I told her I'd send over a runner that afternoon with a contract of representation. "By the way, Sheri, which law firm did your father hire?"
"Just a minute." I heard scuffing sounds, and she came back on the line. "Here it is. I don't have the lawyer's name, but the firm is called Russell and Wagler."
"Shit."
A second passed before Sheri said, "That bad, huh?"
"Depends on which side you're on."
Two
Lush landscapes streamed by in shades of charcoal, stripped of color by heavy clouds and pouring rain. I was just north of Daphne, headed south from Mobile. The gray-tone groves and rolling pastures grew more manicured, the houses backed farther away from the highway, and suddenly I was in town. I turned off Highway 98 and headed east.

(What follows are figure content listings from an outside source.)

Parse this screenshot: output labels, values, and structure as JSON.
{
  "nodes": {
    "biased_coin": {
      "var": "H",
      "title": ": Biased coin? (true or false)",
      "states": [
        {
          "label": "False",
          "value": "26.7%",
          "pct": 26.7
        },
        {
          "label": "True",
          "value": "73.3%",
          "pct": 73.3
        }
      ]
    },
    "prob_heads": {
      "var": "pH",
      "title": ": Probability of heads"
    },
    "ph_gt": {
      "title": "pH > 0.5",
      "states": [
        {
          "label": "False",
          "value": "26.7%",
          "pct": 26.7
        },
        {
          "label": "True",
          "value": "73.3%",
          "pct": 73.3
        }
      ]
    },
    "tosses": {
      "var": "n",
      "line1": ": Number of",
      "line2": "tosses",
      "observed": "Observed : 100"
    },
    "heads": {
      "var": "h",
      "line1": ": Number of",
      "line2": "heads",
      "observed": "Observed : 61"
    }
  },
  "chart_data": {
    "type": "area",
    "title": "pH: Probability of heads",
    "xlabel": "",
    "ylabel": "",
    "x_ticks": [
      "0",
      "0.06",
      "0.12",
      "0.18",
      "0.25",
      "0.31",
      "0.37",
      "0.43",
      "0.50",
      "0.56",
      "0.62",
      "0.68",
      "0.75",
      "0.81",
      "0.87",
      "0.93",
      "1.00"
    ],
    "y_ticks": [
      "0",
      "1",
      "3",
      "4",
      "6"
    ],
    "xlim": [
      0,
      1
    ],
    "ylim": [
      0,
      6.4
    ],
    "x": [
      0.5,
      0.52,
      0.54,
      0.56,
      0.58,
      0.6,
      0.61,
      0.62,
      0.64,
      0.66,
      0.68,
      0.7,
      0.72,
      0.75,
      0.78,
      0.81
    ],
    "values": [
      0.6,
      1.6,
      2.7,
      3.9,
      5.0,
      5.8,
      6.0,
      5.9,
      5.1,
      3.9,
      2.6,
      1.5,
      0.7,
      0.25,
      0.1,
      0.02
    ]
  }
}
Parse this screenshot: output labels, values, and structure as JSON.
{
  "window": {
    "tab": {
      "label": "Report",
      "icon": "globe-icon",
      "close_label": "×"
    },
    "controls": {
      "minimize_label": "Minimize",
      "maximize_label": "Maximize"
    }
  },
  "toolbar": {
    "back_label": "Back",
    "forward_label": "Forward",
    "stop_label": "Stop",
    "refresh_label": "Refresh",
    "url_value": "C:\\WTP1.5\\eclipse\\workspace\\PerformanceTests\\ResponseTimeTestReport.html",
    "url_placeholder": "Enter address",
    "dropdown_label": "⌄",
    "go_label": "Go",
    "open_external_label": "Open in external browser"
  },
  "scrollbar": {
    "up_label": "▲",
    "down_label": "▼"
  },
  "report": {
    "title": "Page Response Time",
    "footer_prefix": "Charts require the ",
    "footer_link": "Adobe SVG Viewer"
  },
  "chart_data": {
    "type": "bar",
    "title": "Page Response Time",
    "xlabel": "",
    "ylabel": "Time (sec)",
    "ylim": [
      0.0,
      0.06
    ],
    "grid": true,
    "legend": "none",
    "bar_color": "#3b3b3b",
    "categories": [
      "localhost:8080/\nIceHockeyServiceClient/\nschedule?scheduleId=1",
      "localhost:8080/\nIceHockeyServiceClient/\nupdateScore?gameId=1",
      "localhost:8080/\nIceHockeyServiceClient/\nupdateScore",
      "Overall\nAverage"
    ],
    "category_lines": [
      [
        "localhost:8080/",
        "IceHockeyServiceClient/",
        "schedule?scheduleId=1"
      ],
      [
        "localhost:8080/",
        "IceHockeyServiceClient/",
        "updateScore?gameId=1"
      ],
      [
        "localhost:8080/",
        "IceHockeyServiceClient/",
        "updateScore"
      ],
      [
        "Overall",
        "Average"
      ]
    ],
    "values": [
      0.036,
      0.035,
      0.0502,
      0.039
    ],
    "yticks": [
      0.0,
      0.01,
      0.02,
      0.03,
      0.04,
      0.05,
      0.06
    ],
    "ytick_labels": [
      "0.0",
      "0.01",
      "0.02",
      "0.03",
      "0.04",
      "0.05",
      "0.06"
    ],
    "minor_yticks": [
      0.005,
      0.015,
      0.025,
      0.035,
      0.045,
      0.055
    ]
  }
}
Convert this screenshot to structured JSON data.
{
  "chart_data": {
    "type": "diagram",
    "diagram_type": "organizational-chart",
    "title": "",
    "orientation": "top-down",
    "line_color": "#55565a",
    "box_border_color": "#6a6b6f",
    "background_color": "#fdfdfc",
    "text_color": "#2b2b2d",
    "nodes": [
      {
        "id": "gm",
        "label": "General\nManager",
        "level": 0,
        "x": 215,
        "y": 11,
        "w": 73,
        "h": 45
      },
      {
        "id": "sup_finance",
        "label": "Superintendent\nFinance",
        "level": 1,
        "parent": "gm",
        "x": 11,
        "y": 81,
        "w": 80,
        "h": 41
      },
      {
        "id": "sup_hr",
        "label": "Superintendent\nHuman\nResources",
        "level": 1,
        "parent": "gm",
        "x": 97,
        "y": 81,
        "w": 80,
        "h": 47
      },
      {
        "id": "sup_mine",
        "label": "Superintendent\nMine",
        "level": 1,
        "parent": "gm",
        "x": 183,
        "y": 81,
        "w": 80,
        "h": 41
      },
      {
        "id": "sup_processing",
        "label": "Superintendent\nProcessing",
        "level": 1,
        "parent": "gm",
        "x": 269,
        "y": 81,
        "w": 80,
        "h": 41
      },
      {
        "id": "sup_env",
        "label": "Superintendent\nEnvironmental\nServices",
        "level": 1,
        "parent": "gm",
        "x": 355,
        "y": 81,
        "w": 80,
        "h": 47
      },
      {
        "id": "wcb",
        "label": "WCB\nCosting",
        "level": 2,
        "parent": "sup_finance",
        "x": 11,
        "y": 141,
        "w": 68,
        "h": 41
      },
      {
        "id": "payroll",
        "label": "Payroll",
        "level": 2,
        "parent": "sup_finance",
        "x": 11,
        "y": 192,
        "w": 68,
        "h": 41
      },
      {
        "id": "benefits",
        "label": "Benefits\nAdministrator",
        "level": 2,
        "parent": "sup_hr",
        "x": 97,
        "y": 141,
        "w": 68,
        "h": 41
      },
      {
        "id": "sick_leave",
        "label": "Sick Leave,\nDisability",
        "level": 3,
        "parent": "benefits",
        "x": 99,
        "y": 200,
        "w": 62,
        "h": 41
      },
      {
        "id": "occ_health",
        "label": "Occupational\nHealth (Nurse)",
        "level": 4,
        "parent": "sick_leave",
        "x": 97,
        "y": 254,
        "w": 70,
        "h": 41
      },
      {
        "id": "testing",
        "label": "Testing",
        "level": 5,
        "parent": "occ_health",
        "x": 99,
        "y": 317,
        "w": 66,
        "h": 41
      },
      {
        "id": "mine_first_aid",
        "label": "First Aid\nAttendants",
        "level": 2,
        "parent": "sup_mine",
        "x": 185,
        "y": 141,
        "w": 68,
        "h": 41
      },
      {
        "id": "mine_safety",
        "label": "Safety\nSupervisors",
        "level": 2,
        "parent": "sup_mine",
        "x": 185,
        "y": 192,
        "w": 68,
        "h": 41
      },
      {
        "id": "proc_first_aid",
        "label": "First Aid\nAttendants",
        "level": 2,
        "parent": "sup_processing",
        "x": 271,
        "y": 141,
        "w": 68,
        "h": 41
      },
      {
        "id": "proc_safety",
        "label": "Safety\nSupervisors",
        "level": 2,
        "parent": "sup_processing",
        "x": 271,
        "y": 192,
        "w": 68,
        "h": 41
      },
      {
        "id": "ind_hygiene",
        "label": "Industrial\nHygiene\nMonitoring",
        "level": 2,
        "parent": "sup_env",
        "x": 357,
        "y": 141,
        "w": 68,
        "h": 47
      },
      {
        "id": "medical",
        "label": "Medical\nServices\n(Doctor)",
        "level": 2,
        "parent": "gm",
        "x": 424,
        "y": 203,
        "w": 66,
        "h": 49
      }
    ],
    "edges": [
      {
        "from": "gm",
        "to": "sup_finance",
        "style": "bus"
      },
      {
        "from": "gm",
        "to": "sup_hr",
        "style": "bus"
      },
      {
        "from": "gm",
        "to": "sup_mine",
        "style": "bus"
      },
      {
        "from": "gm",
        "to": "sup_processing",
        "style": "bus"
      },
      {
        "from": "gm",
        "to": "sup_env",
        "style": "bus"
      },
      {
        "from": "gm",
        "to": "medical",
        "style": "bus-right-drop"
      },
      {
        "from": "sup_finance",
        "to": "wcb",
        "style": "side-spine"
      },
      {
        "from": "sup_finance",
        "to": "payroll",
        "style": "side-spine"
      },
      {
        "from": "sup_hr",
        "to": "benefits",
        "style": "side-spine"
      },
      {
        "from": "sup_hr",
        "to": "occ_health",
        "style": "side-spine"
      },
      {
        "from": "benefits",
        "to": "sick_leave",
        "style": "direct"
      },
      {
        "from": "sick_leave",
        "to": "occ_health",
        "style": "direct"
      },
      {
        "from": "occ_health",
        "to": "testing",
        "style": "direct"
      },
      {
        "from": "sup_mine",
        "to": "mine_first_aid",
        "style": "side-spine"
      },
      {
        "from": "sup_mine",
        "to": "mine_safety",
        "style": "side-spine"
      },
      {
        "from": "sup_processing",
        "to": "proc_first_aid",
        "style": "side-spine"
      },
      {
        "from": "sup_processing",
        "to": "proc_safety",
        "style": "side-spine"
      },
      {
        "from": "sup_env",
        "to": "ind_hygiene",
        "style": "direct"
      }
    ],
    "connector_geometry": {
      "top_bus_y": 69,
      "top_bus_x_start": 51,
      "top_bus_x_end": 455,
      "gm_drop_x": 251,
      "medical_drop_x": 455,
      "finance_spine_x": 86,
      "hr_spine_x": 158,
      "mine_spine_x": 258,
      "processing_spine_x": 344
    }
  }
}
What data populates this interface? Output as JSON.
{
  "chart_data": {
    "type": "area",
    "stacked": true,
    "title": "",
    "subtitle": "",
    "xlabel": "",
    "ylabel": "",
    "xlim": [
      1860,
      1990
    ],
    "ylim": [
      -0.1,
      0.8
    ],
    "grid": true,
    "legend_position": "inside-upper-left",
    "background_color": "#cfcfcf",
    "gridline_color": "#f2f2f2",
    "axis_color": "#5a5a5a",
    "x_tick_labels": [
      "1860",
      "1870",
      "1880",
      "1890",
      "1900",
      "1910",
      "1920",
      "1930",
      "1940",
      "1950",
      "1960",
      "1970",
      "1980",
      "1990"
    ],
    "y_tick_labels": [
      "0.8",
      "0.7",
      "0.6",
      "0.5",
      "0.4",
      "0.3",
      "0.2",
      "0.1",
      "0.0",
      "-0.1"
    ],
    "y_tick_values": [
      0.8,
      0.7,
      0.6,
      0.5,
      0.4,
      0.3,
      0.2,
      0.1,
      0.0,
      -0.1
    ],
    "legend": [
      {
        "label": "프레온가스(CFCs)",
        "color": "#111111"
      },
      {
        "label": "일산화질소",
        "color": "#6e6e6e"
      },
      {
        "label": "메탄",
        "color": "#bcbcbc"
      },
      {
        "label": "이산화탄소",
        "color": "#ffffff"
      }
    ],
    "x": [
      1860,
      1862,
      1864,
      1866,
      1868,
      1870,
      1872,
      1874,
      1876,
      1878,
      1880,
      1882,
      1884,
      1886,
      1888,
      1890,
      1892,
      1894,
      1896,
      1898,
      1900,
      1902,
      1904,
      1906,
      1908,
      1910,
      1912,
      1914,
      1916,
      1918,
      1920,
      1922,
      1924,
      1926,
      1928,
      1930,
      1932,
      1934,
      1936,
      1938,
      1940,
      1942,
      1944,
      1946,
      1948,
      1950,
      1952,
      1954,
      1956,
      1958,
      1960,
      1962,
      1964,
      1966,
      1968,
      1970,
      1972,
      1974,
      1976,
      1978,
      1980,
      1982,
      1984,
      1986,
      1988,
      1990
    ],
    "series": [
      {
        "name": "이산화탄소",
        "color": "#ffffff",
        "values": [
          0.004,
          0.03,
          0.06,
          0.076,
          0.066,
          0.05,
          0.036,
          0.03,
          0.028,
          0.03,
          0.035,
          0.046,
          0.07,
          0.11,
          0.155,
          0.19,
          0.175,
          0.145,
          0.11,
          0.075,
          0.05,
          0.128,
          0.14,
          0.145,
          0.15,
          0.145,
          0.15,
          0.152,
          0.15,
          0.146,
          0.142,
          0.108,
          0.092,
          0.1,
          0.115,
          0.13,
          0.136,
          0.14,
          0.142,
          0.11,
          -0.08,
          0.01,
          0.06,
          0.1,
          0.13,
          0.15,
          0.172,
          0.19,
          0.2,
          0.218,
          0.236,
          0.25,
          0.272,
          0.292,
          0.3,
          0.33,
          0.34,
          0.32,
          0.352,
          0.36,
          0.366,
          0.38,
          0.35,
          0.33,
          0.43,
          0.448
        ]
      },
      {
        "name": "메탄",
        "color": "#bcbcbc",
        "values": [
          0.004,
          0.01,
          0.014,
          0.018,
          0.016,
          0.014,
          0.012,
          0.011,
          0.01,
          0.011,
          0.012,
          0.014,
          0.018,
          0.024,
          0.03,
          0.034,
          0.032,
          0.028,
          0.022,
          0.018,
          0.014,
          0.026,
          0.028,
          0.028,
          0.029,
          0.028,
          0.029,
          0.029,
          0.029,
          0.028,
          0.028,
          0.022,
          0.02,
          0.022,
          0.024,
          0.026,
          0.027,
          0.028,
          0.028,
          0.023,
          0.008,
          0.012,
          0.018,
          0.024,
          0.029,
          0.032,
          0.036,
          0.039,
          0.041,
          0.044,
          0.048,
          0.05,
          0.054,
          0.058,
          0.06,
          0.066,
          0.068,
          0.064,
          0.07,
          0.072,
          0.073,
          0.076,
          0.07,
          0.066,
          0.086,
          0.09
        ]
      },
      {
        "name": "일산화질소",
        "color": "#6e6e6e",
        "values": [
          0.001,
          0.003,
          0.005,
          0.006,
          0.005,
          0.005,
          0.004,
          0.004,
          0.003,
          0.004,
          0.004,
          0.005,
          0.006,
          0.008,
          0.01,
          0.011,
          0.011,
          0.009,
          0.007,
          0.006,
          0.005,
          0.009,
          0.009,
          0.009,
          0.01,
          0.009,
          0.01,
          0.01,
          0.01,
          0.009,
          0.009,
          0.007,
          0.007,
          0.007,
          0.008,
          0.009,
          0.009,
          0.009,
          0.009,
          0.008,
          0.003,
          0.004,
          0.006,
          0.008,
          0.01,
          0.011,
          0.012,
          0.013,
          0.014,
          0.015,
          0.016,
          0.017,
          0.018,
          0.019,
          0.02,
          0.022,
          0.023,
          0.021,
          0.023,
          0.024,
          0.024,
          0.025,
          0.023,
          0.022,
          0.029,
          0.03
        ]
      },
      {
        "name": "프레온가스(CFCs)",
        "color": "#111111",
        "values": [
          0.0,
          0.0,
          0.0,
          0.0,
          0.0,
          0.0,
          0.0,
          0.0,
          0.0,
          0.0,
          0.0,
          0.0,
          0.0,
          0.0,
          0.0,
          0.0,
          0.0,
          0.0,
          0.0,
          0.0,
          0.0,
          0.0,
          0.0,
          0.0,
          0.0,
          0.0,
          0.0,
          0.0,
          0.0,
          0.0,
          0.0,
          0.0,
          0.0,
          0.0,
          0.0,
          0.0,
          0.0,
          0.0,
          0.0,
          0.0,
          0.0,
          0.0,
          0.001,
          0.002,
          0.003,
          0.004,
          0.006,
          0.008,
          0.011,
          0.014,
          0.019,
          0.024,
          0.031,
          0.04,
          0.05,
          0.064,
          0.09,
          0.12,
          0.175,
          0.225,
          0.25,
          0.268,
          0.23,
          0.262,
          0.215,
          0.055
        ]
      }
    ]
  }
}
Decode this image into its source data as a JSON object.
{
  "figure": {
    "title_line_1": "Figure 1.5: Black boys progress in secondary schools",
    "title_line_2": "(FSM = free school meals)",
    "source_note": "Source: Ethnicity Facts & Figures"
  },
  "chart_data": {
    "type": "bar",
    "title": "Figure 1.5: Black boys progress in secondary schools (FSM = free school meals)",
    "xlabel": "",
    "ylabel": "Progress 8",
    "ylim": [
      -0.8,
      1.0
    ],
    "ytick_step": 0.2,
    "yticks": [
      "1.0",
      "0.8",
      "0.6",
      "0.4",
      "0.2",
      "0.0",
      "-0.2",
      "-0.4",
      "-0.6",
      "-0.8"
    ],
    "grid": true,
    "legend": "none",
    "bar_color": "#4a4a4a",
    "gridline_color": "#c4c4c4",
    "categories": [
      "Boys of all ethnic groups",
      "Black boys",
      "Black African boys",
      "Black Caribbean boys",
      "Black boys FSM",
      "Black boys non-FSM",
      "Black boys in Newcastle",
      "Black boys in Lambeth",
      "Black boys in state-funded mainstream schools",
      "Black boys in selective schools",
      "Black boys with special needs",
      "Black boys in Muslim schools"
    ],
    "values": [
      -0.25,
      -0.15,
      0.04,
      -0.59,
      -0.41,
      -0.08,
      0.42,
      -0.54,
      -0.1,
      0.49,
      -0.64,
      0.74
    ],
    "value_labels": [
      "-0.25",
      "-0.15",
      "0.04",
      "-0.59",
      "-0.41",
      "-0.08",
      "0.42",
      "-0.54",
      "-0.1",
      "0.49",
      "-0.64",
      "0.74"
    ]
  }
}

A blinding flood of fat raindrops swamped the windshield. I reached down to flip the wipers on high and switch from low beams to fog lamps. I could now see lower, if not better. But I kept the halogen bulbs burning. They were highlighting gusts of rain and throwing shimmering zigzags across wet pavement.
Inside the Jeep, the heater puffed hot air on my feet as Dean Martin sang "Silver Bells." December was still two days away. I switched off the radio and listened to the pulsing whisper of wind billowing across the blacktop, making the Jeep sway a little as it went, and to the soft steady swoosh of water passing beneath my tires and washing over the windows.
When I had spoken with Dr. Laurel Adderson by phone, she had been subdued yet concerned--maintaining a perfectly measured professional distance. Yes, she had been Mrs. Baneberry's longtime physician. Yes, it was a terrible loss and most unexpected. And no, of course she wouldn't mind meeting with me if it would help ease the family's pain.
She had asked me to meet her just outside Daphne, which almost made sense. It was, after all, the town where Dr. Adderson lived and practiced medicine; and it was where Kate Baneberry had lived and died. So it would have been the perfect meeting place if only Dr. Adderson hadn't insisted we meet at the Mandrake Club. She knew that in her offices I might have been tempted to ask to see medical records. I tried suggesting that we meet at the hospital. But that was where the treatment and death records were stored. So, without arguing, Dr. Adderson had simply said, "No."